North

By Christine No

When Jim lost his mind
he drove to the Redwoods
seeking answers

When Lisa broke her own heart
she too, headed north
and laid down
to sleep.

Dave left Wyoming because the sky was too big
to hold smashed up
around him. There was nobody there.

Now he sits at home in Berkeley
Listening to traffic
He says he plays piano But I don’t believe him.

880 to 980 to 24, bear
right off
on MLK right
on Dwight and
Milvia, there.

You could only access the fourth floor
by exiting on the third
and waiting for the special lift

We hovered in the hall
to see who would come out
of which door –

Looking for something of ourselves
in them. Wondering if we could spot
one of our own

The way we arrived: buckled,
kicking, asleep and dreaming
failures all, like us

Katie knew the color codes:
Gray for restraint
Blue for a sprinter

They put Charlie on an MAOI which meant he
had to give up gluten
no soy sauce, or bread–

So be it.

We’d give up anything
for answers

We would.

Remeron made Angela sleepy
Dan lost 10lbs on Wellbutrin
Lexapro calmed the waves of terror
Risperidal made the humming stop.

We spoke in hush tones
in the cafeteria, ignored those
who kept a wide berth

Averted their eyes when
Carina stole plastic dinnerware
The holiday kind

When things don’t make sense
The company of others like you
Might be enough to keep going
It might—

One day Charlie didn’t come back
and they wouldn’t tell us where—

I stalked up and down the hall
looking for clues
I found a cigarette butt that I swear was his
It just felt that way.

I dreamt that night
about Charlie and the elevator and
Jim at home, thinking about the Redwoods

Trees older than the fourth floor

It was enough to make me

Want a different way, a different road
than the one I took—
Look where it got me.
If you are confused as I am
Don’t head north. You’ll end up
Here.

I wanted to ask Jim
if it exists at all,

North
I mean—

Where I am told
The pines grow tall
Where I am told
The pines have answers

img_4669Christine No is a writer and filmmaker whose work has appeared at the Sundance Film Festival, in publications such as: sPARKLE+bLINK, Columbia Journal, APOGEE, Atlas and Alice, and the anthology If You Can Hear This: Poems in Protest of an American Inauguration by Sibling Rivalry Press. She is an active participant in the Bay Area literary community as the host of Nomadic Press’s monthly reading series GET LIT, and as a board member and curator with Quiet Lightning. She is a VONA Alum, a Pushcart Prize Nominee and the First Place Poetry Winner the 2016 Litquake Writing Contest. She lives in Oakland with her dog talking dog, Brandy.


WORK TO BE COMPLETED ->
Report only how many lines of the entries below contain the string "Improve".
── THE INPUT
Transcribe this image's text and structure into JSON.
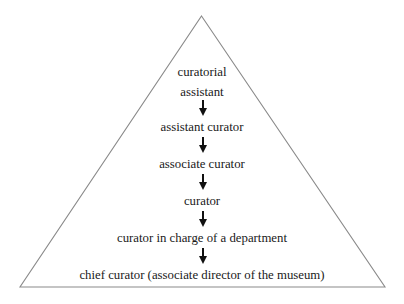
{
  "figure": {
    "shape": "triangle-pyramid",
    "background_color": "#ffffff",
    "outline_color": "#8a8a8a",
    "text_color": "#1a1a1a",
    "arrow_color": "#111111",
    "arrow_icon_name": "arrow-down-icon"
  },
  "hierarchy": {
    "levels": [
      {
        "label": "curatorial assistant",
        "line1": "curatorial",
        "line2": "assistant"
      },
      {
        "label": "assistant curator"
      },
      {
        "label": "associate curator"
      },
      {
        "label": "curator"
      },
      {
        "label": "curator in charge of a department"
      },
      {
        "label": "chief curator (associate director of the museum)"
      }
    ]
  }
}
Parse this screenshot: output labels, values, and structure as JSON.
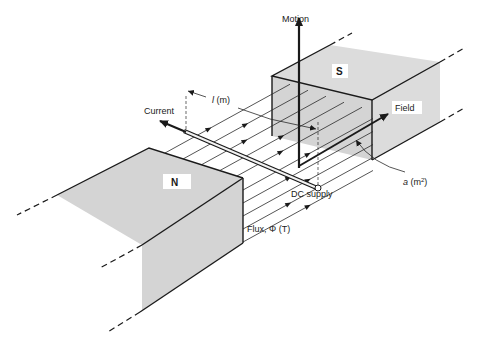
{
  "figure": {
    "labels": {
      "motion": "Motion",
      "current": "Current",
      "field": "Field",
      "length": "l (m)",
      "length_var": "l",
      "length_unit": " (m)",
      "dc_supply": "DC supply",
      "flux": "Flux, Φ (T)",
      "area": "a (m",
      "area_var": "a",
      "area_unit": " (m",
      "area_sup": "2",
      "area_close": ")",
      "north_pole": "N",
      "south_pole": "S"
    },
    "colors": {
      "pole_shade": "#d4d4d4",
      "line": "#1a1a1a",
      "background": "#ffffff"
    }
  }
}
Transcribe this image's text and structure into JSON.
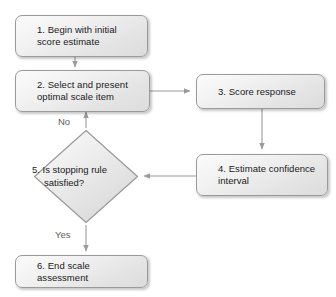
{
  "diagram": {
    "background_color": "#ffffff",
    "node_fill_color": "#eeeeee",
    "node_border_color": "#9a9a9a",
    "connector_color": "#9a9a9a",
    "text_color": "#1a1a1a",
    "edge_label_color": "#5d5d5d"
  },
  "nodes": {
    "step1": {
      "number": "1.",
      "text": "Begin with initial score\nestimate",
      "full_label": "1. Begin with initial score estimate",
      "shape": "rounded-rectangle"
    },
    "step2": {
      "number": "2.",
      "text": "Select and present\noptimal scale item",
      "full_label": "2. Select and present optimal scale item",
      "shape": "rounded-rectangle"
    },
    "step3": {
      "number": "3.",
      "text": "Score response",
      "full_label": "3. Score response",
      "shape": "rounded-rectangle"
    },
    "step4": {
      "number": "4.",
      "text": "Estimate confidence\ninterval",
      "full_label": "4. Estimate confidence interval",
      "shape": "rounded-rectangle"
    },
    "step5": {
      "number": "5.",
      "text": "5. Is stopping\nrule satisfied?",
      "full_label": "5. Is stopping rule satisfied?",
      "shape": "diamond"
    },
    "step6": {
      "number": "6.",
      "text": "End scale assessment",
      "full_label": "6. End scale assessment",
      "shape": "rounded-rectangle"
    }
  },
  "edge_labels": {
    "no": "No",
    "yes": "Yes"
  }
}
────
── THE INPUT
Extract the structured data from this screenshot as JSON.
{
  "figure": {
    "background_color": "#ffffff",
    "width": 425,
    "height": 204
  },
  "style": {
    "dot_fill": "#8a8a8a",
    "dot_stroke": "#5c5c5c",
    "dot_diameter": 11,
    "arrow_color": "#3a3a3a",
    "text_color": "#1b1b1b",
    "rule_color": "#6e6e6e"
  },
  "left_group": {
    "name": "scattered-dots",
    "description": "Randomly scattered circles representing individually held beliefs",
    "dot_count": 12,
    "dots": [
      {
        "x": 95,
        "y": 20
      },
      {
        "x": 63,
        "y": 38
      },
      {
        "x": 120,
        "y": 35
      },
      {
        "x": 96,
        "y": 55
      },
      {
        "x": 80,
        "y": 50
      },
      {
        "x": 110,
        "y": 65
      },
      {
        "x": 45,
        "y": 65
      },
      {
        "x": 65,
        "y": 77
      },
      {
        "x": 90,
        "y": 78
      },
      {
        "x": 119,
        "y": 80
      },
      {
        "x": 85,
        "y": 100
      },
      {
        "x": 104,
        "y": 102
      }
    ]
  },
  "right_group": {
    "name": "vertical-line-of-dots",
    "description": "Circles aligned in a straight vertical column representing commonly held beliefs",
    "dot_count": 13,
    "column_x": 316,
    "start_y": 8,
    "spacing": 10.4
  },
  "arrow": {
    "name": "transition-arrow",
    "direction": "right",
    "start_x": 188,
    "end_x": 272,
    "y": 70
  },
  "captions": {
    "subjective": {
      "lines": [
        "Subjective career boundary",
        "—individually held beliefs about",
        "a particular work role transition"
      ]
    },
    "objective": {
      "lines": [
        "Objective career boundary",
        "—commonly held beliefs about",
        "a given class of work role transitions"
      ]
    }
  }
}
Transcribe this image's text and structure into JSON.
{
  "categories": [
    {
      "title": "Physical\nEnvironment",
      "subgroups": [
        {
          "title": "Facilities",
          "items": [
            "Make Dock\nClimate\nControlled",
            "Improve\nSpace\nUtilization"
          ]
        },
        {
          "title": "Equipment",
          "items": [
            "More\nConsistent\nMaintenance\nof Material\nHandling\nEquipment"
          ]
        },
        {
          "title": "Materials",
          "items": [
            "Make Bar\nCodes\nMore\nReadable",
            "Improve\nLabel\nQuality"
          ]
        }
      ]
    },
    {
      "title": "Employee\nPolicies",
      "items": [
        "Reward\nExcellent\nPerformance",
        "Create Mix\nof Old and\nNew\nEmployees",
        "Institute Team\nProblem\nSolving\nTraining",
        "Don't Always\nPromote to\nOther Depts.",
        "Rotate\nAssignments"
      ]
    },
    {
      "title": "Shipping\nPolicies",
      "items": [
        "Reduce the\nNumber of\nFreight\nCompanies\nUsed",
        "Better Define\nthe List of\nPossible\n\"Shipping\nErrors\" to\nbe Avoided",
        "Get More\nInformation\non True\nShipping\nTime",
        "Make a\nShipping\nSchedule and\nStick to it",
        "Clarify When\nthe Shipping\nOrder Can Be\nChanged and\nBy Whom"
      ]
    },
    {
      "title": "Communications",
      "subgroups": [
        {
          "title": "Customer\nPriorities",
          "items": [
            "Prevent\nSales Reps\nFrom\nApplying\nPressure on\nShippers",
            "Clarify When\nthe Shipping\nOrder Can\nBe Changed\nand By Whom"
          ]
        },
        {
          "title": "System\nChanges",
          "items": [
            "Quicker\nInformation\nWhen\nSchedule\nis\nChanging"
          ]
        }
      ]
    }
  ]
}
────
── THE INPUT
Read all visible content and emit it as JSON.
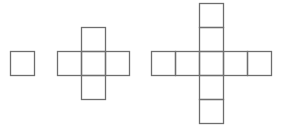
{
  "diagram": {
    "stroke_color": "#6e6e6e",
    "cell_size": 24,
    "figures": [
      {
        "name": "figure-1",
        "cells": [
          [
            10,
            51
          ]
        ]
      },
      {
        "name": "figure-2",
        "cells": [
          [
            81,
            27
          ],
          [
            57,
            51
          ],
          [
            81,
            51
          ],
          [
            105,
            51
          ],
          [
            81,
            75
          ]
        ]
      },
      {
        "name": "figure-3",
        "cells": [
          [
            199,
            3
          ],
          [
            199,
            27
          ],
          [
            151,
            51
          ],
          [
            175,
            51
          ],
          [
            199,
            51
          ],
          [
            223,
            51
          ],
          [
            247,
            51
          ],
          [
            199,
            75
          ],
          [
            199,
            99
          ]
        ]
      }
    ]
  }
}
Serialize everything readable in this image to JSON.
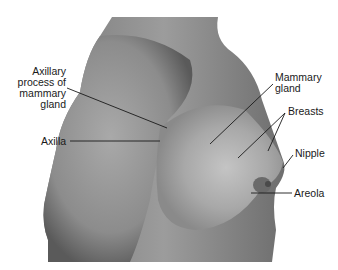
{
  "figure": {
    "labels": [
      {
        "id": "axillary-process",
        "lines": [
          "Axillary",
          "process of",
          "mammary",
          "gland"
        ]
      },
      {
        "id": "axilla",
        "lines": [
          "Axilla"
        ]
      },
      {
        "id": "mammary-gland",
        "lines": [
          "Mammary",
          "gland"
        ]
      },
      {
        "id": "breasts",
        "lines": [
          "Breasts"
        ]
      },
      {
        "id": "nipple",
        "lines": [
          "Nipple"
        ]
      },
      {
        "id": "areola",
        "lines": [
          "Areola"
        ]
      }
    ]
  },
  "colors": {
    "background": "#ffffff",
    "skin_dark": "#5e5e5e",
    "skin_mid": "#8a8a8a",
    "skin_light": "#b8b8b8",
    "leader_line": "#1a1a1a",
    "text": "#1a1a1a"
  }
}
────
TASK RESULT ->
2